Thursday, May 21, 2009

It is interesting, but not surprising, that often our approach to prayer is out of self-interest. Our need usually is what makes us think to pray. Not just our need, but often someone else’s need. Our laundry list is filled with names of people and conditions we want God to act upon. I’m not sure it’s a bad thing but, as Lewis reminds us, in our Lord’s Prayer all the petitions are preceded by the yearning for “thy will be done.” But how much time do we spend on that petition? It might be interesting to think of the Lord’s Prayer as a school lesson (it was originally offered in response to a question about how to pray) and that the point is we have to hear God on the first things before we can move on to the other things.

In fact, it might be an interesting thing to begin all of our prayers with the petitionary phrase – “Dear God, I’d like to hear you on the following concerns: my brother’s healing, my job interview, my decision at work.” None of it suggests that there is an agenda we need God to fill, but rather there is an unfolding mission of God that may or may not include the things on our list.

On top of all this, at the conclusion of his Efficacy of Prayer essay, Lewis asserts something troubling about our growing maturity as disciples and prayer-ers. He suggests that the more we grow in our faith the less chance that God will grant us our requests. Quoting a Christian acquaintance: I have seen many striking answers to prayer and more than one I thought miraculous. But they usually come at the beginning: before conversion, or soon after it. As the Christian life proceeds, they tend to be rarer. The refusals, too, are not only more frequent; they become more unmistakable, more emphatic. In his own words Lewis goes on to say, Meanwhile, little people like you and me, if our prayers are sometimes granted, beyond all hope and probability, had better not draw hasty conclusions to our own advantage. If we were stronger, we might be less tenderly treated. If we were braver, we might be sent, with far less help, to defend far more desperate posts in the great battle.

Now there’s a thought that might change our whole way of looking at things.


> **What you have to do**
Using the data that follows, say how many lines contain the word "implementation", giving the number by itself.

> **Data section**
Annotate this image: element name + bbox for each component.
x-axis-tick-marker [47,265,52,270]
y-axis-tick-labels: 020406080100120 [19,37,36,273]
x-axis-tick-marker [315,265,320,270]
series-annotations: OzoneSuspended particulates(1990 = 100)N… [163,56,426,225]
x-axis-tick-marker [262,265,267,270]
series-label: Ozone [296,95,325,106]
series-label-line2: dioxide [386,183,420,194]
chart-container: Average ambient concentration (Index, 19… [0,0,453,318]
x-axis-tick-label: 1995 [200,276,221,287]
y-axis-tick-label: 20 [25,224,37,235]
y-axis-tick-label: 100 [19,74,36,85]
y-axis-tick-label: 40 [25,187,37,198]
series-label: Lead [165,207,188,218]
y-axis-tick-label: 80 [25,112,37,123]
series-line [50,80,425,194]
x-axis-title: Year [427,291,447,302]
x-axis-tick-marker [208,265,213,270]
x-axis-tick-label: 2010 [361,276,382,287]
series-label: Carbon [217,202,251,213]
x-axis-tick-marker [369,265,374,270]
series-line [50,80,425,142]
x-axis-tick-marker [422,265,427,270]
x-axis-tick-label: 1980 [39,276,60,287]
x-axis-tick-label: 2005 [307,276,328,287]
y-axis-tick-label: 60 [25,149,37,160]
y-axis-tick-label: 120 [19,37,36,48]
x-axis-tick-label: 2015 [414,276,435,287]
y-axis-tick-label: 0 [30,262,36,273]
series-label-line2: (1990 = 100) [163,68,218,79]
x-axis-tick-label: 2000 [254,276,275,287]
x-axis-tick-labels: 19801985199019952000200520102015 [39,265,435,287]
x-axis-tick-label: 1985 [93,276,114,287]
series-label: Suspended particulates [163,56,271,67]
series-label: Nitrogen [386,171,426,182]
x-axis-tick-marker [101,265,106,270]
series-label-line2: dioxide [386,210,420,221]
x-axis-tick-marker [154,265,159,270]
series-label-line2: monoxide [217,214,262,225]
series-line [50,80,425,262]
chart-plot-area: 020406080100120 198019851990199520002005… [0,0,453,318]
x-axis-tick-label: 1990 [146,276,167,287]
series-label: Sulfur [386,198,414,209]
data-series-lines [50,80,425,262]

---

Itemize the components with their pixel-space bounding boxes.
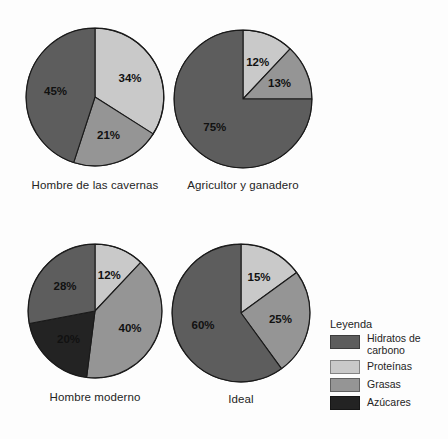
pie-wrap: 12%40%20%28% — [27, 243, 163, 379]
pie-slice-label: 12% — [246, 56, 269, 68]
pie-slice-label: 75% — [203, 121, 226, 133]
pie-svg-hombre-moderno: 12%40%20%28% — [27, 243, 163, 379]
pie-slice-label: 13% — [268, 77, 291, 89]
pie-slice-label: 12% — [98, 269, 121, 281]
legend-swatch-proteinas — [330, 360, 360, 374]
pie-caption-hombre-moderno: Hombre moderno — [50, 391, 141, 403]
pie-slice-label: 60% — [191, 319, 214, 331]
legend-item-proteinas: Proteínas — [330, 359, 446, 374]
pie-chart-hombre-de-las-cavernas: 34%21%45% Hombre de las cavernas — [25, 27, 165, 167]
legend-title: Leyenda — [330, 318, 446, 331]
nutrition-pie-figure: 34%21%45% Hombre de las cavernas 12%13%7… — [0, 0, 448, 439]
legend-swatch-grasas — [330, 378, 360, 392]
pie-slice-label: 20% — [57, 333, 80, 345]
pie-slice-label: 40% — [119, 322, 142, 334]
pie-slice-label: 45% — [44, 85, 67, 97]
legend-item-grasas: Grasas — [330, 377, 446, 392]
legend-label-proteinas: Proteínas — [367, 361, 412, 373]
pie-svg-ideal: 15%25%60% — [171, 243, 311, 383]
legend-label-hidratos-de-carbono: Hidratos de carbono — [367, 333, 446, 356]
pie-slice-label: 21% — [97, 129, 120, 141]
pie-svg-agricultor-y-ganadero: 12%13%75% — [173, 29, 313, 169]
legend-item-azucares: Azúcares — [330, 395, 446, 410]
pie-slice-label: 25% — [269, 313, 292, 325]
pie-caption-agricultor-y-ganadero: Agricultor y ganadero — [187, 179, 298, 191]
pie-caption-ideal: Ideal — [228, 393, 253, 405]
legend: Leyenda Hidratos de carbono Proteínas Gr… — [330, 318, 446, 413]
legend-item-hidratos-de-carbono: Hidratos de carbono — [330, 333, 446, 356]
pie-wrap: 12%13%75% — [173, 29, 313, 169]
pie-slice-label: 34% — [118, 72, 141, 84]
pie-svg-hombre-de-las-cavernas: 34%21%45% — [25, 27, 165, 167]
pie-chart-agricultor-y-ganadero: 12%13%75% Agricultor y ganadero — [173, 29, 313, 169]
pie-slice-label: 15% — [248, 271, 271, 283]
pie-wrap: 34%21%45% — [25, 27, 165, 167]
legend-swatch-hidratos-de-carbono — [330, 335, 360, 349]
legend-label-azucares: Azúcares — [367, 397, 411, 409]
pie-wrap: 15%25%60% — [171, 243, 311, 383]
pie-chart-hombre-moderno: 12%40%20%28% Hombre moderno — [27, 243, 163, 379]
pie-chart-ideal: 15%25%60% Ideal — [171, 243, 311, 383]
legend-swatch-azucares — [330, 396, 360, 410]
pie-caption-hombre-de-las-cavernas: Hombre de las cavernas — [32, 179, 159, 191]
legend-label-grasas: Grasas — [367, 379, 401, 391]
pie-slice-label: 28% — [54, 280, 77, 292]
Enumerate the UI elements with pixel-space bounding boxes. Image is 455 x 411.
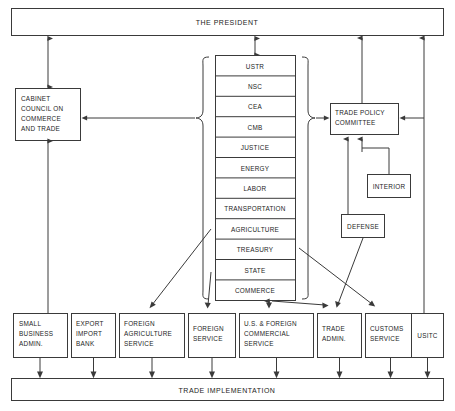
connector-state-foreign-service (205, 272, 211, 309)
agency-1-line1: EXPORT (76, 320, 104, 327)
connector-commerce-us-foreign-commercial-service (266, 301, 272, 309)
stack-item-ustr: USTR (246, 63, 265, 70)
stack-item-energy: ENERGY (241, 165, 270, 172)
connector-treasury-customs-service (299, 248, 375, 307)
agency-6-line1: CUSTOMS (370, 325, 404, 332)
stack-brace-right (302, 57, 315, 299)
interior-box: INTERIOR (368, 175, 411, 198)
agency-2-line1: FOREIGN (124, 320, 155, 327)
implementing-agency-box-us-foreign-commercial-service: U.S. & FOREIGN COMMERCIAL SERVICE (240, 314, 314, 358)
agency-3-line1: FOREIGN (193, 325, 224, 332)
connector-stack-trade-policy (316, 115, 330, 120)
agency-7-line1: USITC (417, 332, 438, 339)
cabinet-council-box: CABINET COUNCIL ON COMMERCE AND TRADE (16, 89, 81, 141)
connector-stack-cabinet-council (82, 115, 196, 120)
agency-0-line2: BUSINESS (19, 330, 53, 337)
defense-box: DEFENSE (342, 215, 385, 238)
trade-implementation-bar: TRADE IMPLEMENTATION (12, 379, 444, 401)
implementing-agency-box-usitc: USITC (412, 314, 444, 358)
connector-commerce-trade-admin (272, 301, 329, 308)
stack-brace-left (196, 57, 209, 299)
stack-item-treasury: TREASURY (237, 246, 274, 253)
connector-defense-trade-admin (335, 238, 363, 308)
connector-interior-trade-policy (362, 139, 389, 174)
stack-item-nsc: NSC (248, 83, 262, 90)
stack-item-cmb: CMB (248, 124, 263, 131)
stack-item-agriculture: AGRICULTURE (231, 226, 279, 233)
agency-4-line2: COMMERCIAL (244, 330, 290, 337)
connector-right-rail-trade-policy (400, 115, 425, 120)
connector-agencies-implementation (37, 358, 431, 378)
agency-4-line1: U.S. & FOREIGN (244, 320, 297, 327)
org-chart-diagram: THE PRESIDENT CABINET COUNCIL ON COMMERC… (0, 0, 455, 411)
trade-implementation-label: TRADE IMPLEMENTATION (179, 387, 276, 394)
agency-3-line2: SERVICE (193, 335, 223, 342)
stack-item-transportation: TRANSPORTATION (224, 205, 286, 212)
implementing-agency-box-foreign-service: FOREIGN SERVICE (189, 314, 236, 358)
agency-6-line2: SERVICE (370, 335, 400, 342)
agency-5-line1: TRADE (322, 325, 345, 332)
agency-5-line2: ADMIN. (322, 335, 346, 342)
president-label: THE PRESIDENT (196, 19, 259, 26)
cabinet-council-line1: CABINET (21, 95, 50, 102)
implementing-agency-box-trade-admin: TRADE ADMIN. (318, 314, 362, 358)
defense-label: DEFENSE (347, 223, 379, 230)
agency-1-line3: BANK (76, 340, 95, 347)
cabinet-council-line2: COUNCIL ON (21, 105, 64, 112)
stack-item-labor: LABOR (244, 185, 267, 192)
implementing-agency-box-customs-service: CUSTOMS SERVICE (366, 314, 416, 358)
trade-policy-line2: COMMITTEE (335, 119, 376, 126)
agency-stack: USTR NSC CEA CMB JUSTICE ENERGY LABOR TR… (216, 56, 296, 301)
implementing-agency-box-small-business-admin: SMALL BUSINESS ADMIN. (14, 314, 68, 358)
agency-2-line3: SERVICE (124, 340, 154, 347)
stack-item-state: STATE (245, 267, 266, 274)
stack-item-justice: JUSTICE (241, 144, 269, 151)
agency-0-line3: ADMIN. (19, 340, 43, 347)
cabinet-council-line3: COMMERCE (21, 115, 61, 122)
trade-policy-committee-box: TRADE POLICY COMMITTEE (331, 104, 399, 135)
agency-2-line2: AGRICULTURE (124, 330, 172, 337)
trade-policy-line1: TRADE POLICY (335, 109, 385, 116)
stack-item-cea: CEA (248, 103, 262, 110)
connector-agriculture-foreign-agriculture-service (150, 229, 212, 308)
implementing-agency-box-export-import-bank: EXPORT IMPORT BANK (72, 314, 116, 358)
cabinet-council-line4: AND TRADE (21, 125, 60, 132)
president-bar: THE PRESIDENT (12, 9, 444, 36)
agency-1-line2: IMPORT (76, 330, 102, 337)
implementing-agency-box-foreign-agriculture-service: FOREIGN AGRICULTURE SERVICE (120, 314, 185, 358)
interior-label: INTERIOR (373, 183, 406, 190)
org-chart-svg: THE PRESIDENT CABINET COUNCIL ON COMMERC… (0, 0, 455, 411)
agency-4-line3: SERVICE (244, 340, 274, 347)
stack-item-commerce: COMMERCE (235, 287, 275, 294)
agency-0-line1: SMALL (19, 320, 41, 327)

> **Exercise response**
3